A research team at the Open University wants the travel industry’s help with research into the impact of Apis (Advance Passenger Information System) requests.


Apis has imposed multi-million pound costs on the industry. Now the research team of Dr Kirstie Ball is examining the impact on customer relations at tour operators, travel agents and airlines. Her team have gathered extensive case-study research and need industry insiders to complete an online questionnaire on customer management.


The survey is aimed at heads of marketing and those involved in regulatory affairs. All who complete it will go into a prize draw for a £500 study voucher at the Open University.









Ball said: “There is a chain of threat. The government threatens to criminalise the airlines if the data is not provided in time. The airline tells the tour operator, the tour operator the travel agent, and it destabilises customer interaction.”


Customers can be indignant at the request for personal data or anxious they will not be allowed to travel if they can’t enter the details, she said. Some balk at providing personal details to a company. Others give the details once, but are indignant at further requests.
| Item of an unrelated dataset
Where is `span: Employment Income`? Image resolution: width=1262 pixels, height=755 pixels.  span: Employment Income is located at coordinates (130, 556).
The costs are huge. Airlines have warned the requirements will cost the aviation sector alone £242 million over a decade.
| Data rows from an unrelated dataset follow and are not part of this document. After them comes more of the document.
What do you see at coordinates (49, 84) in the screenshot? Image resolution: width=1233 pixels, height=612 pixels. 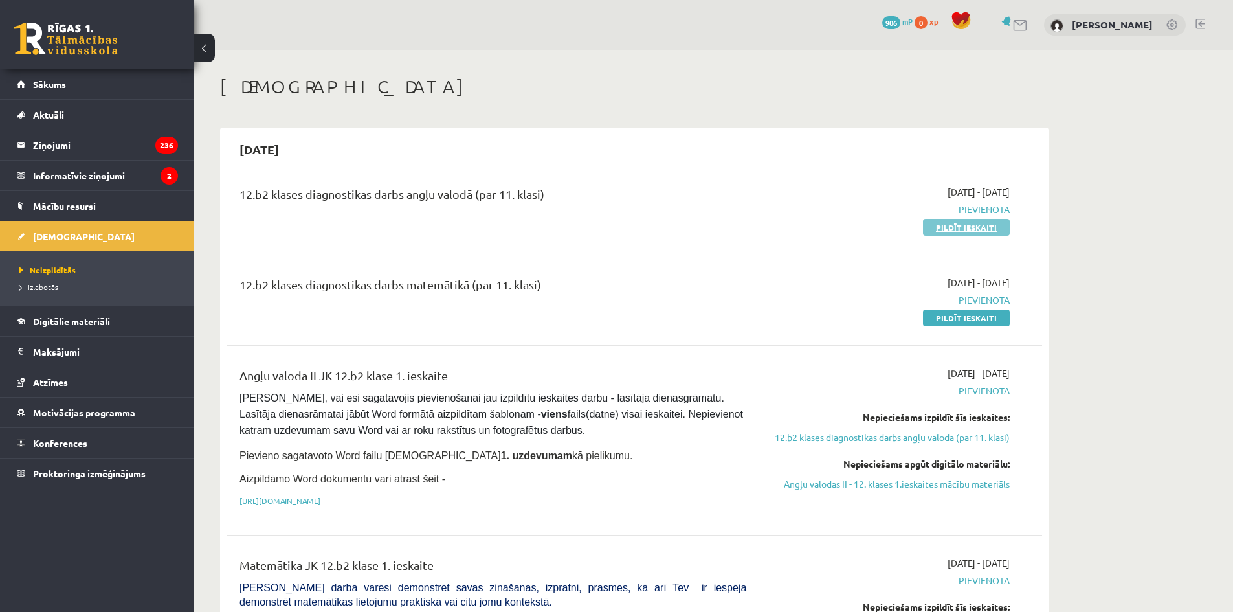 I see `span: Sākums` at bounding box center [49, 84].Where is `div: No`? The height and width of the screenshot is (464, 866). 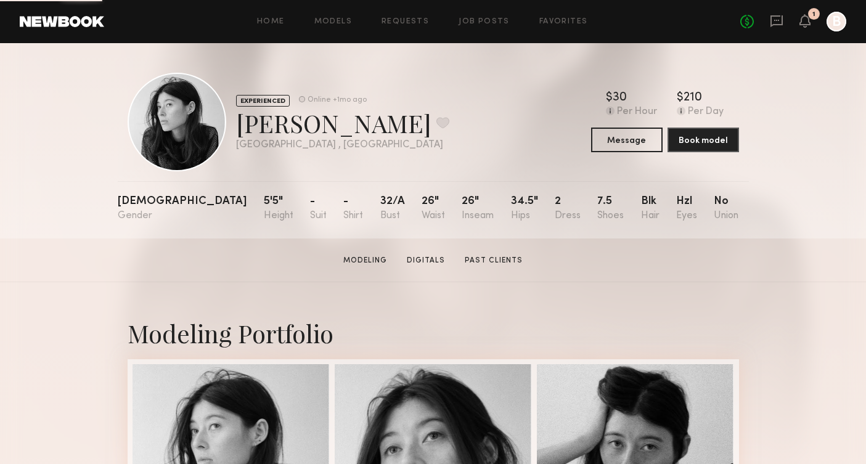
div: No is located at coordinates (726, 208).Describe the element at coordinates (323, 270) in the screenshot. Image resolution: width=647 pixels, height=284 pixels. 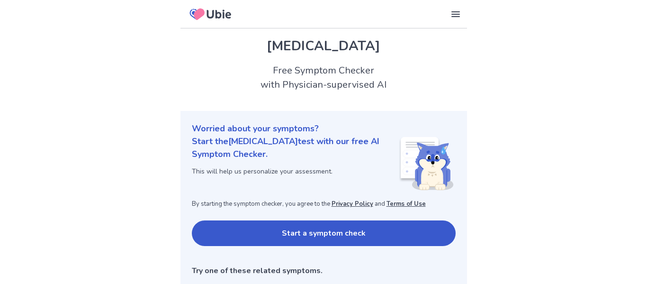
I see `p: Try one of these related symptoms.` at that location.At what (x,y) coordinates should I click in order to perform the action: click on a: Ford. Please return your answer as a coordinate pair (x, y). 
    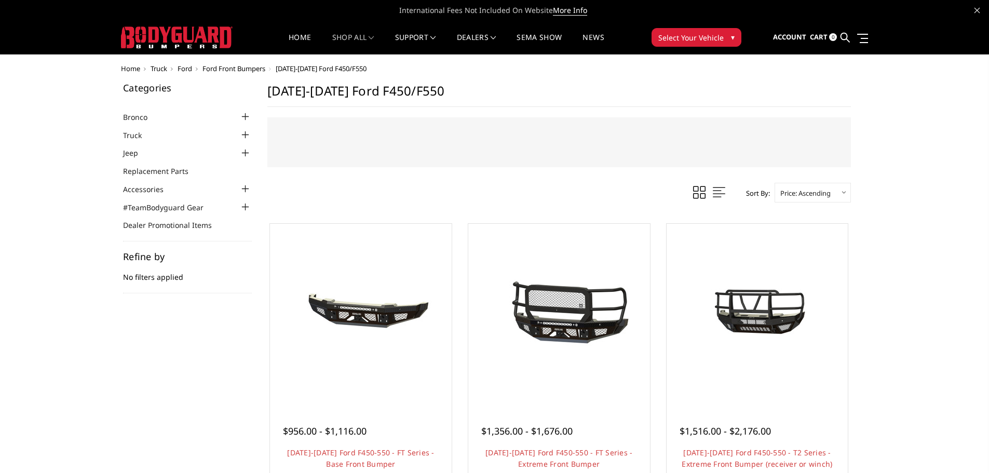
    Looking at the image, I should click on (185, 69).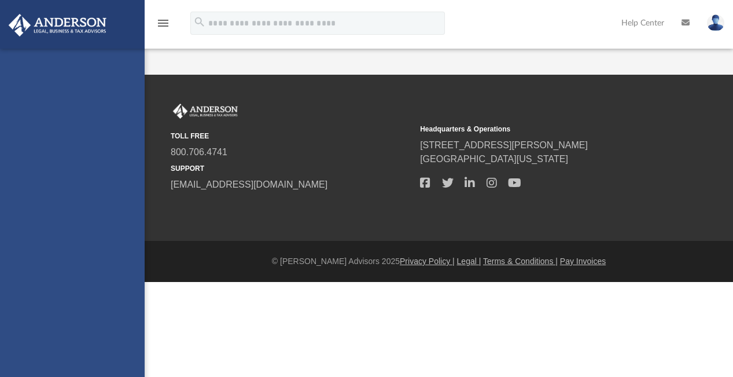  Describe the element at coordinates (716, 23) in the screenshot. I see `img: User Pic` at that location.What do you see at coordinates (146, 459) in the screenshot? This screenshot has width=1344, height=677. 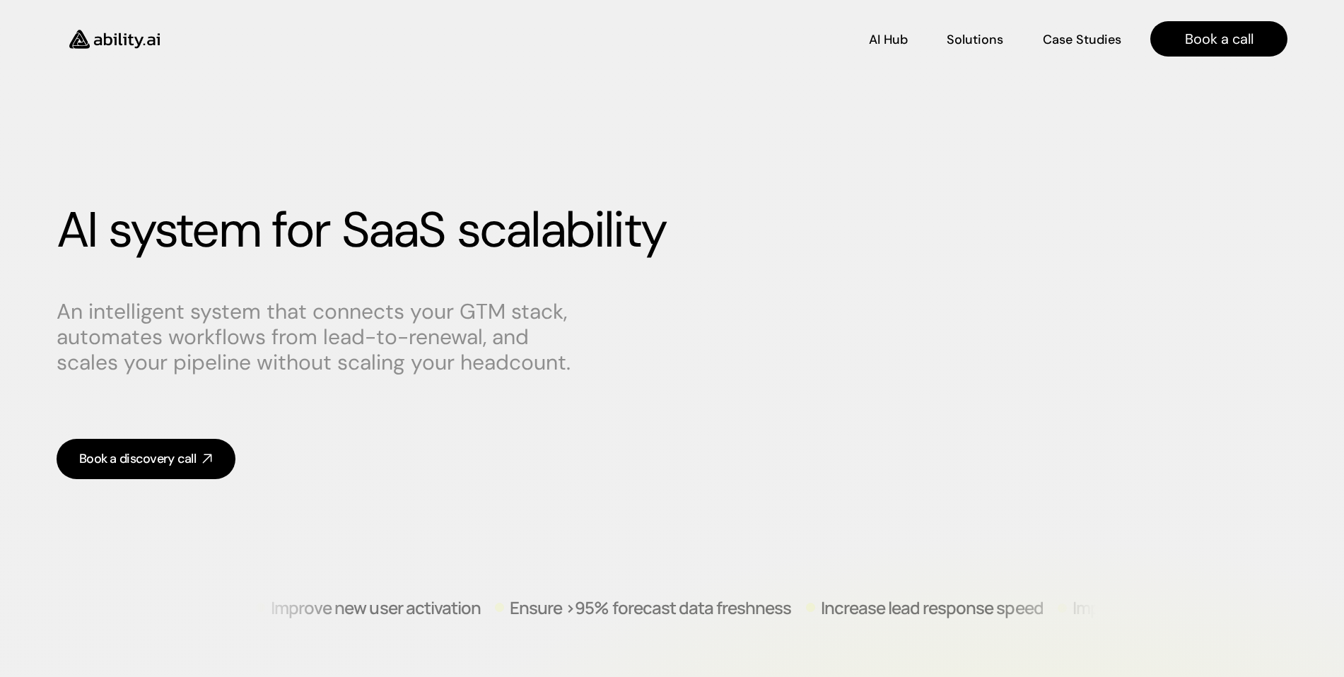 I see `a: Book a discovery call` at bounding box center [146, 459].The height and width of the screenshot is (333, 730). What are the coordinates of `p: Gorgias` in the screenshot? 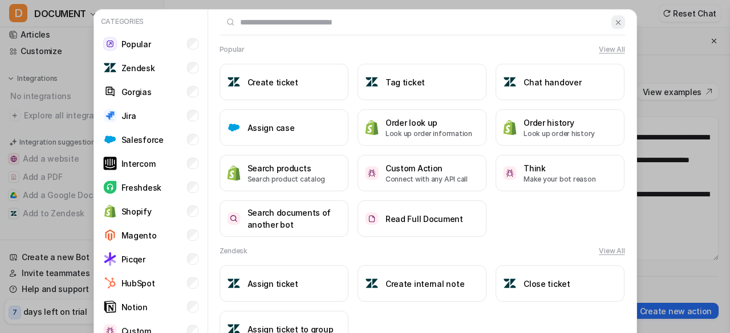 It's located at (136, 92). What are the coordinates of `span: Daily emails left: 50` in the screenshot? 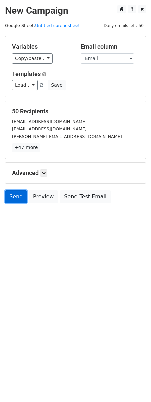 It's located at (124, 26).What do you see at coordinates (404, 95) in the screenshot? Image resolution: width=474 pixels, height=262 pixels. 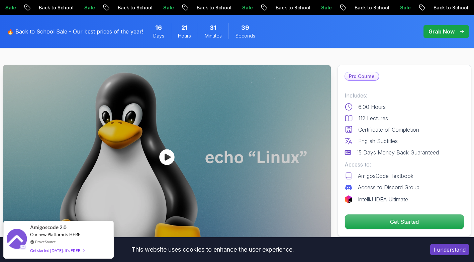 I see `p: Includes:` at bounding box center [404, 95].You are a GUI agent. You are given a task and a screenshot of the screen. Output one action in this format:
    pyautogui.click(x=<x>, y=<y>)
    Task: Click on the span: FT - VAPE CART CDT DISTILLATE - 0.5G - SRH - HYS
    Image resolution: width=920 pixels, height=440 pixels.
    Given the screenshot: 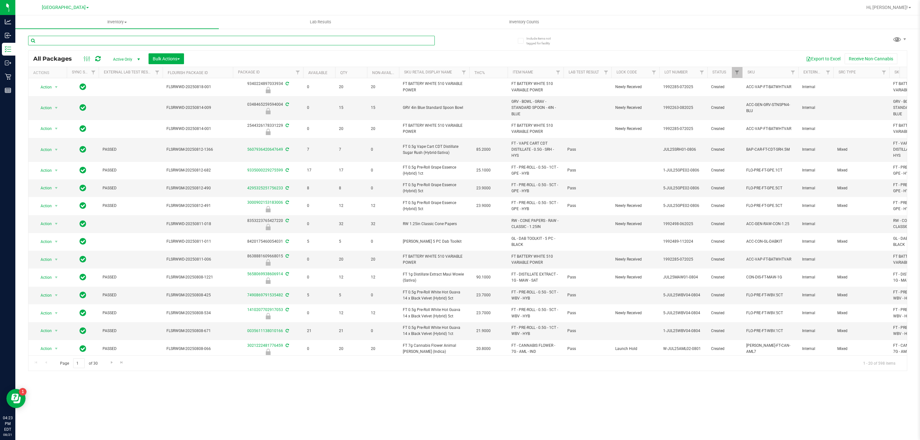 What is the action you would take?
    pyautogui.click(x=536, y=150)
Charter carriers face added costs if passengers don’t provide information in advance as they must pay for each swipe of a passport at an airport where they don’t handle their own operations.


Ball, a former employee of MyTravel, said industry members had already helped with the case studies. “We’ve had so much help from the travel industry,” she said. “Everyone has been lovely.”


The research will form part of a wider study into the use of customer data due to be published late this year.